My youngest uncle left home when he was inhis teens, disappeared. That was in 1940's. Some years later he wrote home from a port somewhere in the world. Then many years later he was in London, tired of sailing the oceans of the world. In 1983 I met him in London, getting old and beginning to feel the cold weather - still a bachelor. Then out of the blue he returned to Terengganu, married a lady, had a child and passed away. Such is life.

We seem to have lost someone we love, Hal and Kama. Realising how cruel life can be makes me sit, do what I can and write what I feel can be of value to read and understand oflife. Allah is The Greatest Planner, all for reasons often beyond our rationales.

norzah said...

Akhi Halim, I always thought that people who left home to seek their fortune and never want to return home to parents and relatives, as harboring a huge grudge. They decide to cast themselves away because of some nasty experience and would not want to returm until those who caused the grudge make an effort to make an atonement. Alternatively, they could be running away from some shameful memory and would not return until someone assured them that there was nothing to adhamed of anymore.
Well, things could be more complicated but one would have to adress the grudge or the shame such people are harboring to encourage them to return home. Help them to overcome whatever it was that hurt them and assure them that things have changed. Make them believe that they are welcome home and that some relatives are very eager to see them again. Unless such indications are passed on to them they would not bother to come back and face the painful memory again.
Of course only Allah can open or close a heart to all the possibilities of life. We can only help people to see the possibilities. I wish you all the best in trying to play that role. Salamualaikum.

Al-Manar said...

Sdr Hal,

How strange life can be, unexplanable to our normal way of reasoning. You have more or less lost your cousin. Kama has lost her young sister. Hal and Kama, this may not be the end of it all. Once I had an uncle, the youngest one. In the 1940's, when I was just a toddler, he left home in his teen and stayed with a distant relative in Singapore. Then he got himself a job on board a ship and disappeared. More than ten years later he sent a post card home just to say he was still alive calling at one port on the globe to another. Then years later another card arrived with an address in London.

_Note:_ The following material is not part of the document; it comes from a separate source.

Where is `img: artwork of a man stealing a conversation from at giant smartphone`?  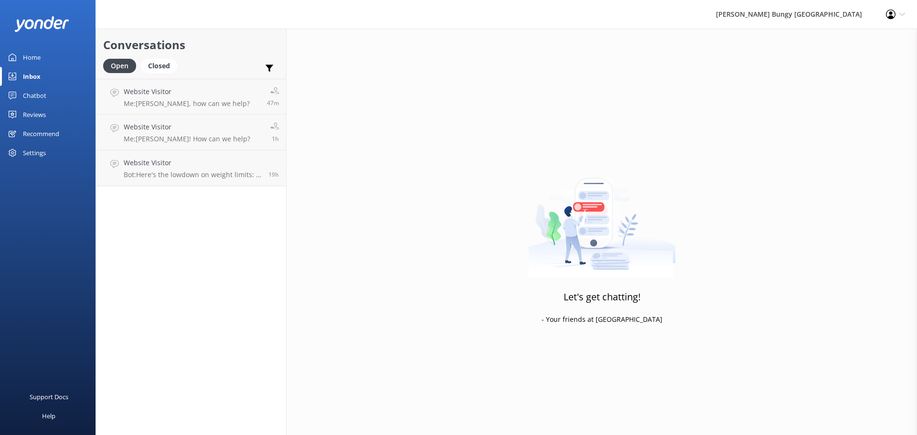
img: artwork of a man stealing a conversation from at giant smartphone is located at coordinates (602, 218).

In 1983 I went to see him living by himself in a room in the East End of London. He was not a young man any longer. His days at sea were over and was workng with a car assembly company. He complained of beginning to feel the cold English weather. Finally, out of the blue the old sailor returned home, married a lady, had a son and passed away.

Who knows, Hal and Kama, your dear ones may yet return. HE is the Grand Planner of life.

abdulhalimshah said...

Akhi Norzah and Pak Cik,
Life is short and to accept all that come with it is the true test of our faith. We can labour to the last breadth on how to solve the almost insurmountable hurdles facing us, but in the end it is ALLAH's Grand Plan that we submit to ultimately.